Abstract

The Bitcoin blockchain safety relies on strong network synchrony. Therefore, violating the blockchain safety requires strong adversaries that control a mining pool with 51% hash rate. In this paper, we show that the network synchrony does not hold in the real world Bitcoin network which can be exploited to lower the cost of various attacks that violate the blockchain safety and chain quality. Towards that, first we construct the Bitcoin ideal functionality to formally specify its ideal execution model in a synchronous network. We then develop a large-scale data collection system through which we connect with more than 36K IP addresses of the Bitcoin nodes and identify 359 mining nodes. We contrast the ideal functionality against the real world measurements to expose the network anomalies that can be exploited to optimize the existing attacks. Particularly, we observe a non-uniform block propagation pattern among the mining nodes showing that the Bitcoin network is asynchronous in practice.
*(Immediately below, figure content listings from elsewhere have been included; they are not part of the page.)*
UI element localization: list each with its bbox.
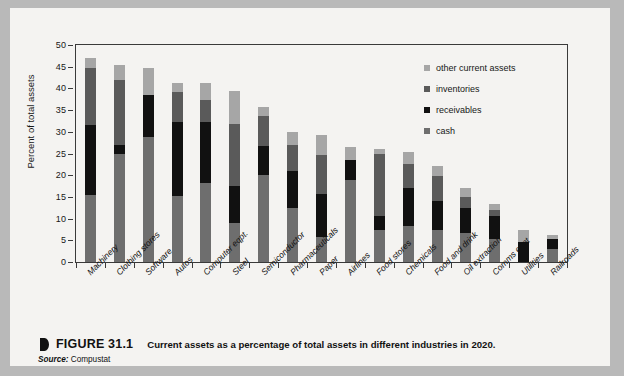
legend-swatch-cash xyxy=(424,128,430,134)
x-axis-tick-mark xyxy=(307,263,308,268)
bar-segment-receivables xyxy=(143,95,154,137)
legend-item: cash xyxy=(424,126,516,136)
bar-segment-receivables xyxy=(345,160,356,180)
y-axis-tick-label: 15 xyxy=(56,192,66,202)
bar-machinery xyxy=(85,58,96,262)
legend-item: receivables xyxy=(424,105,516,115)
x-axis-tick-mark xyxy=(538,263,539,268)
y-axis-tick-mark xyxy=(68,219,73,220)
figure-source: Source: Compustat xyxy=(38,355,110,364)
y-axis-tick-label: 20 xyxy=(56,170,66,180)
bar-segment-cash xyxy=(200,183,211,262)
bar-segment-receivables xyxy=(432,201,443,230)
legend-swatch-other-current-assets xyxy=(424,65,430,71)
bar-computer-eqpt xyxy=(200,83,211,262)
bar-airlines xyxy=(345,147,356,262)
bar-segment-other-current-assets xyxy=(114,65,125,79)
bar-segment-other-current-assets xyxy=(258,107,269,116)
bar-segment-inventories xyxy=(200,100,211,122)
y-axis-tick-label: 50 xyxy=(56,40,66,50)
bar-segment-cash xyxy=(258,175,269,262)
bar-segment-inventories xyxy=(403,164,414,188)
bar-segment-inventories xyxy=(172,92,183,122)
bar-segment-other-current-assets xyxy=(143,68,154,96)
bar-segment-other-current-assets xyxy=(85,58,96,68)
y-axis-tick-mark xyxy=(68,262,73,263)
bar-segment-other-current-assets xyxy=(287,132,298,145)
figure-caption-text: Current assets as a percentage of total … xyxy=(147,339,495,350)
bar-segment-receivables xyxy=(374,216,385,229)
bar-segment-other-current-assets xyxy=(200,83,211,99)
legend-item: other current assets xyxy=(424,63,516,73)
bar-segment-cash xyxy=(374,230,385,262)
chart-legend: other current assets inventories receiva… xyxy=(424,63,516,147)
x-axis-tick-mark xyxy=(163,263,164,268)
bar-segment-other-current-assets xyxy=(229,91,240,124)
legend-item: inventories xyxy=(424,84,516,94)
y-axis-tick-mark xyxy=(68,110,73,111)
bar-segment-inventories xyxy=(85,68,96,126)
y-axis-tick-label: 35 xyxy=(56,105,66,115)
y-axis-tick-mark xyxy=(68,197,73,198)
bar-segment-inventories xyxy=(374,154,385,217)
figure-bullet-icon xyxy=(40,338,49,351)
x-axis-tick-mark xyxy=(423,263,424,268)
y-axis-tick-mark xyxy=(68,45,73,46)
bar-segment-other-current-assets xyxy=(172,83,183,93)
y-axis-tick-label: 10 xyxy=(56,214,66,224)
x-axis-tick-mark xyxy=(220,263,221,268)
bar-segment-inventories xyxy=(460,197,471,207)
bar-segment-receivables xyxy=(287,171,298,208)
bar-segment-cash xyxy=(85,195,96,262)
y-axis-tick-mark xyxy=(68,154,73,155)
y-axis-tick-label: 45 xyxy=(56,62,66,72)
bar-segment-cash xyxy=(345,180,356,262)
bar-segment-inventories xyxy=(229,124,240,186)
x-axis-tick-mark xyxy=(509,263,510,268)
bar-segment-receivables xyxy=(172,122,183,196)
legend-label: cash xyxy=(436,126,455,136)
bar-railroads xyxy=(547,235,558,262)
bar-food-stores xyxy=(374,149,385,262)
x-axis-tick-mark xyxy=(278,263,279,268)
figure-caption: FIGURE 31.1 Current assets as a percenta… xyxy=(40,337,600,351)
bar-segment-receivables xyxy=(547,239,558,249)
bar-segment-receivables xyxy=(200,122,211,183)
bar-segment-inventories xyxy=(287,145,298,171)
y-axis-tick-label: 5 xyxy=(61,235,66,245)
x-axis-tick-mark xyxy=(249,263,250,268)
legend-label: other current assets xyxy=(436,63,516,73)
bar-segment-receivables xyxy=(85,125,96,195)
bar-segment-other-current-assets xyxy=(432,166,443,176)
bar-clothing-stores xyxy=(114,65,125,262)
y-axis-title: Percent of total assets xyxy=(25,47,36,197)
y-axis-tick-label: 0 xyxy=(61,257,66,267)
bar-segment-other-current-assets xyxy=(403,152,414,163)
x-axis-tick-mark xyxy=(567,263,568,268)
x-axis-tick-mark xyxy=(480,263,481,268)
y-axis-tick-mark xyxy=(68,240,73,241)
x-axis-tick-mark xyxy=(134,263,135,268)
bar-segment-other-current-assets xyxy=(345,147,356,160)
bar-autos xyxy=(172,83,183,262)
bar-segment-inventories xyxy=(258,116,269,146)
y-axis-tick-label: 30 xyxy=(56,127,66,137)
x-axis-tick-mark xyxy=(336,263,337,268)
legend-swatch-receivables xyxy=(424,107,430,113)
legend-label: inventories xyxy=(436,84,480,94)
figure-page: Percent of total assets 0510152025303540… xyxy=(0,0,624,376)
x-axis: MachineryClothing storesSoftwareAutosCom… xyxy=(76,263,567,275)
bar-segment-receivables xyxy=(403,188,414,226)
y-axis-tick-mark xyxy=(68,175,73,176)
x-axis-tick-mark xyxy=(192,263,193,268)
bar-segment-other-current-assets xyxy=(460,188,471,198)
x-axis-tick-mark xyxy=(451,263,452,268)
bar-segment-receivables xyxy=(316,194,327,237)
bar-segment-inventories xyxy=(432,176,443,202)
source-value: Compustat xyxy=(71,355,111,364)
y-axis-tick-mark xyxy=(68,132,73,133)
bar-segment-inventories xyxy=(114,80,125,145)
y-axis-tick-label: 25 xyxy=(56,149,66,159)
bar-segment-receivables xyxy=(258,146,269,175)
y-axis: Percent of total assets 0510152025303540… xyxy=(10,38,74,270)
To realize the threat of an asynchronous network, we present the HashSplit attack that allows an adversary to orchestrate concurrent mining on multiple branches of the blockchain to violate common prefix and chain quality properties. We also propose the attack countermeasures by tweaking Bitcoin Core to model the Bitcoin ideal functionality. Our measurements, theoretical modeling, proposed attack, and countermeasures open new directions in the security evaluation of Bitcoin and similar blockchain systems.